Riem is a small farming village to the east of Munich which was eventually engulfed by the expanding city and became a district. Rather than immediately urbanizing the area, a large open space to the south of Riem was dedicated to Munich-Riem airport in the late 1930s. The airport continued operation until 1992 when the much larger and more remote Franz Josef Strauß Airport opened between Freising and Erding. (I recently took some pictures of an airplane exhibition there.)
The northern half of the old airfield became Munich’s new trade fair location (Messe München). This post covers the southern half where an ambitious residential and park district was centrally designed from scratch starting in the 1990s, with some construction still ongoing. The intention was to improve upon the notorious concrete towers of the 1960s and 70s, exemplified in Munich by older parts of Neuperlach. The official website contains many proud documents on the planning and building process.
Your Friendly Modern Neighborhood
I find the results rather unconvincing. To achieve the desired population density, many continuous blocks of low-rise buildings were created, resulting in a look similar to army barracks or industrial districts. Moreover, the obsession of architects and landscape designers with rigid simple geometries created a highly artificial appearance, as if alien robots had attempted to design logical living spaces for carbon units. See this Google Maps satellite picture:
Another repeated mistake was the near-total lack of shops, restaurants, or any lively communal places at all in the large residential areas. The single go-to spot for such activities is the Riem Arcaden shopping mall. The residential areas feature instead a few pithy meeting centers for lonely inhabitants – as sure a sign as any that community design has failed.
To be fair, not all of Messestadt Riem is terrible. Some smaller houses have a pleasant modern villa look, surrounded by not-too-artificial green spaces. I included a few samples in the galleries below. They are certainly the exception, though, and even if you were to live in one you still must face the daily horror of traversing a maze of endless straight passages between white rectangular blocks, all alike.
(Never mind the embarrassing street names which show just as clearly as the rigid geometries the designers’ socialist inspirations. Would you want to live near a “Place of Human Rights?”)
Eastern Hillside Overview
From an artificial hill in the adjacent Messepark (see below), one has a good view on the entire eastern front of the residential Messestadt. Click on any picture to enter a full-screen gallery view with Exif data.
Photography Notes: I took all pictures with a Sony Alpha 7R II and Sony SEL-24240 lens, plus a polarizing filter and post-processing in Adobe Lightroom to equalize the brightness.
2018-05-27: Moved two pictures covering Riem Arcaden and the Messe lake to a new gallery devoted to that area.
The Housing Blocks
Next we go down into the streets and see a number of typical housing blocks, mostly residential but including a few communal buildings. With some exceptions, these perfectly straight streets are remarkably monotonous. It’s easy to get lost here.
The Buildings
Here are close-ups of a few particular houses. The first is simply depressing. The second is remarkable for the strong resemblance of its balconies to Matrix pods. The third shows bizarre one-story protrusions above the entrances, because why not? The fourth has no proper window blinds, instead the ground floor gets rickety plastic shutters! The fifth is one of the few nice houses, in mediterranean villa style. Lastly, the sixth shows a resident’s flag of the “green” eco movement. Riem features some pioneering zero-energy houses – nothing wrong with that, but it doesn’t inherently make them any prettier.
The Public Spaces
Messestadt Riem includes a large number of generous public spaces. Unfortunately, they are mostly just that: empty rectangular spaces between buildings, with no particular enticement for humans to linger. The rectangular iron-and-concrete skeletons in pictures 3–5 are the designers’ idea of romantic alleys. Pictures 6 and 7 show the cheerful playgrounds for happy Messestadt children.
The Park Paths
Messepark is an artificial but generally pleasant recreation area. Its one big problem is the designers’ addiction to geometry. All paths are perfectly straight and seemingly interminable, occasionally intersecting at precise geometric angles. If you want a vision of the future, imagine recreational walking paths going on in a perfectly straight direction, forever.
The Lakes
Within Messepark lies the Riemer See, or Bugasee as it was created for the 2005 Bundesgartenschau (gardening exhibition). This lake, sized 800×150 meters with a depth up to 18 meters, is entirely artificial. There are no natural streams nearby, so three pumps continually lift ground water into the lake’s concrete basin. Its shape is, of course, highly geometrical, with straight lines meeting at clearly defined angles.
Although intended for bathing, the lake features no trees or anything else providing shade near the shores. Moreover, visitors report that the lake is unpleasantly cold, due to its groundwater source, except in the very hottest days of summer. Nearby is an obviously artificial stand of trees, and the obligatory modern “art” (the designers’ idea of a perfect tree?).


▶ [Exercise] Go through the records and report each line in which the word "Certificate" occurs.

Data for this task Start Marker

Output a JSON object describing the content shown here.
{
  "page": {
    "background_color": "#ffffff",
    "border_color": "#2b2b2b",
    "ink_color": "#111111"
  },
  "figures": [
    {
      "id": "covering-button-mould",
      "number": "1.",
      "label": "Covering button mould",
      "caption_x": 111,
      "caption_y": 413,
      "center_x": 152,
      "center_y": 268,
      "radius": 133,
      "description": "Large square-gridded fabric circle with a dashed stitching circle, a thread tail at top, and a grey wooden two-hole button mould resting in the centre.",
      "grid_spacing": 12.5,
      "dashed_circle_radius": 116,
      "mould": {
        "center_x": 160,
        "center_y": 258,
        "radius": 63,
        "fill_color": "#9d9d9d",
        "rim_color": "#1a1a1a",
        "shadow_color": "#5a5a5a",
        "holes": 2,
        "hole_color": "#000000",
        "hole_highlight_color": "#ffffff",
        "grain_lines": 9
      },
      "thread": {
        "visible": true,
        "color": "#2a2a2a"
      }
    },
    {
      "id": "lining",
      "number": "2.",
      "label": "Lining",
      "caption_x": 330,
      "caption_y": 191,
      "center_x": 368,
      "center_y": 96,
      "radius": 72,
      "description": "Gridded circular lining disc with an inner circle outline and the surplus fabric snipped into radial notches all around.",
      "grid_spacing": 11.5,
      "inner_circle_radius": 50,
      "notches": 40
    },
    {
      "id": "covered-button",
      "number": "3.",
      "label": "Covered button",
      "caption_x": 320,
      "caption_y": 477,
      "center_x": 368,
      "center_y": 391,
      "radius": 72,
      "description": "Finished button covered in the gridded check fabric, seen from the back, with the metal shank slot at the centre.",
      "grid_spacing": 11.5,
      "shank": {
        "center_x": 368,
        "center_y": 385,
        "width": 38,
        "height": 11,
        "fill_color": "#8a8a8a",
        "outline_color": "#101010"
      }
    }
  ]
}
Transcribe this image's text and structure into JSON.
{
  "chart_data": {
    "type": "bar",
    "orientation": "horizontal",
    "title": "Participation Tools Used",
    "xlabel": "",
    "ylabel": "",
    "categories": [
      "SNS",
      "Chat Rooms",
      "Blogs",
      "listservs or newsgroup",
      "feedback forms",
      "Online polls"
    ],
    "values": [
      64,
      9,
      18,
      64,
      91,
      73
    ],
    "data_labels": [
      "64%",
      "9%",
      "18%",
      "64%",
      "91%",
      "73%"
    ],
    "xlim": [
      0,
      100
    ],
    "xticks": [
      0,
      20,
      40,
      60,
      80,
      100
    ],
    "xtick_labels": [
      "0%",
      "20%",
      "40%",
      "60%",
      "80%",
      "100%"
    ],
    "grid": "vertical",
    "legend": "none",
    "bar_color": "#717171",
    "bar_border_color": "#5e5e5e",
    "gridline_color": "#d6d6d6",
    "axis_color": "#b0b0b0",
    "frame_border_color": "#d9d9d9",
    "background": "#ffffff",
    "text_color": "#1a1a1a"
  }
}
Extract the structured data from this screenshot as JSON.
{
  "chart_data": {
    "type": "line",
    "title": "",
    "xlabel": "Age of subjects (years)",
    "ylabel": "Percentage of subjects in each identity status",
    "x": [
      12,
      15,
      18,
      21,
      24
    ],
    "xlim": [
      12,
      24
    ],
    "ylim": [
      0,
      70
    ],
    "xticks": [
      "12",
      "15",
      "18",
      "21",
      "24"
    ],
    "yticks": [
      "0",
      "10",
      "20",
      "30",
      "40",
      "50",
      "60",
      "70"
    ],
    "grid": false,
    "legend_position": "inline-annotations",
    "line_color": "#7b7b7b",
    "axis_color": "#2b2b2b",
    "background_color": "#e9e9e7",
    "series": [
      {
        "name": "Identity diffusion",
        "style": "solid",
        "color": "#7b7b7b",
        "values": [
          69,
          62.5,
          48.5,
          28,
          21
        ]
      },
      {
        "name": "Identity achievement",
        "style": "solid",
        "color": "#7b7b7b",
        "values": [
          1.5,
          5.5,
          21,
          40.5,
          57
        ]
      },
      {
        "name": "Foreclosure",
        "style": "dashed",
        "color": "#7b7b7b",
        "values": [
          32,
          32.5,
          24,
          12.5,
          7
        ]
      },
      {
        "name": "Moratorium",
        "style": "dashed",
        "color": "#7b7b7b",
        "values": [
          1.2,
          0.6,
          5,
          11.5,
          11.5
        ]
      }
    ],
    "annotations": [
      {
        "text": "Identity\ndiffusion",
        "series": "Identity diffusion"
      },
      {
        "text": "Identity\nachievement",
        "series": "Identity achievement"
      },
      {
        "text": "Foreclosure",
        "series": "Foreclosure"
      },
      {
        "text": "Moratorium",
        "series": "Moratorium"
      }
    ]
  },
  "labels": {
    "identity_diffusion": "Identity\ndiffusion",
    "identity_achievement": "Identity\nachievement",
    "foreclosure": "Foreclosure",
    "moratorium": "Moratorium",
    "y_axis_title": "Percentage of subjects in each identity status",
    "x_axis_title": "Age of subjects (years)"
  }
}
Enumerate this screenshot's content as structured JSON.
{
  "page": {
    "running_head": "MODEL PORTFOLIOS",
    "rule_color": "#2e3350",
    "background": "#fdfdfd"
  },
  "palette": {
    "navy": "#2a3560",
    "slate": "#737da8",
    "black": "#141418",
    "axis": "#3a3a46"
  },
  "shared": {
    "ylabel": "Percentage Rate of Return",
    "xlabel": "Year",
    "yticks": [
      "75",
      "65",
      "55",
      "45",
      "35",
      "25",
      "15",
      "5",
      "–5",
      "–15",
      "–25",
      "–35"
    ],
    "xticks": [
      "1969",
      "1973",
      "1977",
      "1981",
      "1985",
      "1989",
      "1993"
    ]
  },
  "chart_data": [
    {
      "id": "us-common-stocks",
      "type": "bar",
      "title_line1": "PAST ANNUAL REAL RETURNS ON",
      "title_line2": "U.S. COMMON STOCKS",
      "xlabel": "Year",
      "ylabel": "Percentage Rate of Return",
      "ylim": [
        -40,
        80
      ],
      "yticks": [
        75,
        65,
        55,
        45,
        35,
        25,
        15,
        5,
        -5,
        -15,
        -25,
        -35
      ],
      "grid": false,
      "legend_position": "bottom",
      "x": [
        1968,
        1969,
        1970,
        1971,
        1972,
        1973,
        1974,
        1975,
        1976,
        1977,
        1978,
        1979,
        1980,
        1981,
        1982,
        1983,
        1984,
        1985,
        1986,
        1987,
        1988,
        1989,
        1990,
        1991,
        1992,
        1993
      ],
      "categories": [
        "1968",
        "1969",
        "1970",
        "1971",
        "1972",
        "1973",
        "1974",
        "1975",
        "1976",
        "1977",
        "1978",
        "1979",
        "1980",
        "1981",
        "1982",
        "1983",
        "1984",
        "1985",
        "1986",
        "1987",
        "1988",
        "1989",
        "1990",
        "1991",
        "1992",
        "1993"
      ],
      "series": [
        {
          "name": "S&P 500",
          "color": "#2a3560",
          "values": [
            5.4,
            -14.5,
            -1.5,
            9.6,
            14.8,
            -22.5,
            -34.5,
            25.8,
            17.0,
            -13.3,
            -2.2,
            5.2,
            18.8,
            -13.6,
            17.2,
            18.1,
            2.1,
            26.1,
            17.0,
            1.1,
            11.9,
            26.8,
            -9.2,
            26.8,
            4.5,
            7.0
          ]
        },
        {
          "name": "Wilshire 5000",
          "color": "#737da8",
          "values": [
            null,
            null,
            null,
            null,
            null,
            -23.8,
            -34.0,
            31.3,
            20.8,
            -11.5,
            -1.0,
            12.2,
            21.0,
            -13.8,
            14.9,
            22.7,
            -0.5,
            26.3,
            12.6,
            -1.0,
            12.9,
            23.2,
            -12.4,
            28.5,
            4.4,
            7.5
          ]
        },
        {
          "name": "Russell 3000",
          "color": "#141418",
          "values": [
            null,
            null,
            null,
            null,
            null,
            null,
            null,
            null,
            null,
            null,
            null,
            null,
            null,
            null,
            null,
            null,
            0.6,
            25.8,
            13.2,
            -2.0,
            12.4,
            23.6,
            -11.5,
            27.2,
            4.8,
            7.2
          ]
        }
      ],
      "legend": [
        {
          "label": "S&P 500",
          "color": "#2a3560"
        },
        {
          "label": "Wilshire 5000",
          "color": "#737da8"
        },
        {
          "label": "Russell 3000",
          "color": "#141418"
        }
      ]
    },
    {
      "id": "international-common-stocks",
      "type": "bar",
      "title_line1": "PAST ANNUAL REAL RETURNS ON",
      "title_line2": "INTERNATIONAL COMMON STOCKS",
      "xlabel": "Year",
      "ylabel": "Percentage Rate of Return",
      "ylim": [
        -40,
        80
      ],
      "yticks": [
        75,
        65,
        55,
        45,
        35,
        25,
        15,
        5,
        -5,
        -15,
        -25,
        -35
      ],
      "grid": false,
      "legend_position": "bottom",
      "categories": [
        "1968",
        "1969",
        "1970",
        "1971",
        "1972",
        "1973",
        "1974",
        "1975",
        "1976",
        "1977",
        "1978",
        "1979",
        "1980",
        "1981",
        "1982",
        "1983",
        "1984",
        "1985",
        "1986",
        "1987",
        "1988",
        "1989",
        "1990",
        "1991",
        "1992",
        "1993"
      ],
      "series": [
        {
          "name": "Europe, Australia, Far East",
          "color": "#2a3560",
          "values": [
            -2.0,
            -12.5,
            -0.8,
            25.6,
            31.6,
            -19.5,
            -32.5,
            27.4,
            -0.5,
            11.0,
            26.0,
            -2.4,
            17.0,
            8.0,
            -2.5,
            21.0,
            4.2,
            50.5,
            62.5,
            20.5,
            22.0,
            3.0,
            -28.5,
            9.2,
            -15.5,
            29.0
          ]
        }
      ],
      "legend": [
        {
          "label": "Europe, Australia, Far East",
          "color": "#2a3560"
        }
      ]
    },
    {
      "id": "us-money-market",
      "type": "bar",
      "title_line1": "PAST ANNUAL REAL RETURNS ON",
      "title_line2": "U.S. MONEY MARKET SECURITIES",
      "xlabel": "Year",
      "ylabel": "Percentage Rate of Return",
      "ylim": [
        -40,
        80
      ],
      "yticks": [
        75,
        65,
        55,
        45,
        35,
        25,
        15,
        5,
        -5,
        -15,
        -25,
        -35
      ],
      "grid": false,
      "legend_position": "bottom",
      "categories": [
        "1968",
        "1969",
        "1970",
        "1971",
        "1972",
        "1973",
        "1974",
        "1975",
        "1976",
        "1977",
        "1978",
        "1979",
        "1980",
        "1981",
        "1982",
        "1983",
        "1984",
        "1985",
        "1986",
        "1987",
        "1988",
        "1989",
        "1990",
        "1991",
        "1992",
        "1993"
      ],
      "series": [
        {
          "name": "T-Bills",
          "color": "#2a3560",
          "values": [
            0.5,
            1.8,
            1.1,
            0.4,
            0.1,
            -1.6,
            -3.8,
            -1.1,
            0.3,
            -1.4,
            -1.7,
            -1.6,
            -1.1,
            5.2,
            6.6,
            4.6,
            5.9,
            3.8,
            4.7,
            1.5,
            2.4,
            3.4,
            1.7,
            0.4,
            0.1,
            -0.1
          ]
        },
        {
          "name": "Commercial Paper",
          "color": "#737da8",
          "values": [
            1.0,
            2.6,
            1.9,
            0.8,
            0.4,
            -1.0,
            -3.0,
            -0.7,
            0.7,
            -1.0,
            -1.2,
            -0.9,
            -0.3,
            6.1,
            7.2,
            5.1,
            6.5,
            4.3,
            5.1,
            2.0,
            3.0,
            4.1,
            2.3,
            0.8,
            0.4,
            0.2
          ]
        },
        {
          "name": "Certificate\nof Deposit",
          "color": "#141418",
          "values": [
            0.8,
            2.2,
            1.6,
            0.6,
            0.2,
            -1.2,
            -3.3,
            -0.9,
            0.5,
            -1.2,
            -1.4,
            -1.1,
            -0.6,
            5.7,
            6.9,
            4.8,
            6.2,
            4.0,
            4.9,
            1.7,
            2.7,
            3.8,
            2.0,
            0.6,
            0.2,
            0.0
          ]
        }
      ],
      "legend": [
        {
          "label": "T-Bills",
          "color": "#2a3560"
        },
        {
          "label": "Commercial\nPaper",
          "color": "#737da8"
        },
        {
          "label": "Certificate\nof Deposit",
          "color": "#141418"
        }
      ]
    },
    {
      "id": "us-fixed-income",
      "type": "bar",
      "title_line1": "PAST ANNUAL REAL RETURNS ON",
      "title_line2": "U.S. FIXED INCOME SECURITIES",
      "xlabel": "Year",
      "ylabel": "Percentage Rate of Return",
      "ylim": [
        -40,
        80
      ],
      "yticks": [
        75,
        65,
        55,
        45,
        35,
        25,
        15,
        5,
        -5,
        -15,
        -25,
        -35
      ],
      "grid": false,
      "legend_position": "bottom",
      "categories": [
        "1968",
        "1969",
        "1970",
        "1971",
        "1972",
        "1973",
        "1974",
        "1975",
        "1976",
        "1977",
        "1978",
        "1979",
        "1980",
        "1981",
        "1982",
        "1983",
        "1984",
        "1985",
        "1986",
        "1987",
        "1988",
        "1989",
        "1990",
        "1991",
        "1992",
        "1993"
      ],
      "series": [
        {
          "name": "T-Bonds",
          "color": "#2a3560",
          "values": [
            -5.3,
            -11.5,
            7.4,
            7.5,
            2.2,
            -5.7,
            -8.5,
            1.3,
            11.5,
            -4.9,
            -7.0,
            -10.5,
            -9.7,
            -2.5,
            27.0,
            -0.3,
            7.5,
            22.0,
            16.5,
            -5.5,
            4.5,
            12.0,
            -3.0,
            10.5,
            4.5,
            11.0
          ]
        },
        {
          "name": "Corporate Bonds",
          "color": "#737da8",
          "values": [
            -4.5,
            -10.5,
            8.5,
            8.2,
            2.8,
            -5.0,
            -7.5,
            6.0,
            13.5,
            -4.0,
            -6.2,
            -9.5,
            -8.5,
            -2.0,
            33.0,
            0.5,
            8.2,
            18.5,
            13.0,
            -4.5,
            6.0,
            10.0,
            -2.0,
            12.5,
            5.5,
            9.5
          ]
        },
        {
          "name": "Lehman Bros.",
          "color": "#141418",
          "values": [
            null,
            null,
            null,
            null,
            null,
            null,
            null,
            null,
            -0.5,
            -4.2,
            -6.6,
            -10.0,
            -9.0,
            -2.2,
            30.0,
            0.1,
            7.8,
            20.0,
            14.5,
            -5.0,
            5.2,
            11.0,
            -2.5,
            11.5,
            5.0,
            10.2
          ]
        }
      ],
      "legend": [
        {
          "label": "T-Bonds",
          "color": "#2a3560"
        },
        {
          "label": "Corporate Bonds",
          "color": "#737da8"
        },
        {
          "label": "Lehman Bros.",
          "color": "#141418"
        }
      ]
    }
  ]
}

Data for this task End Marker

▶ [Output below]
          "name": "Certificate\nof Deposit",
          "label": "Certificate\nof Deposit",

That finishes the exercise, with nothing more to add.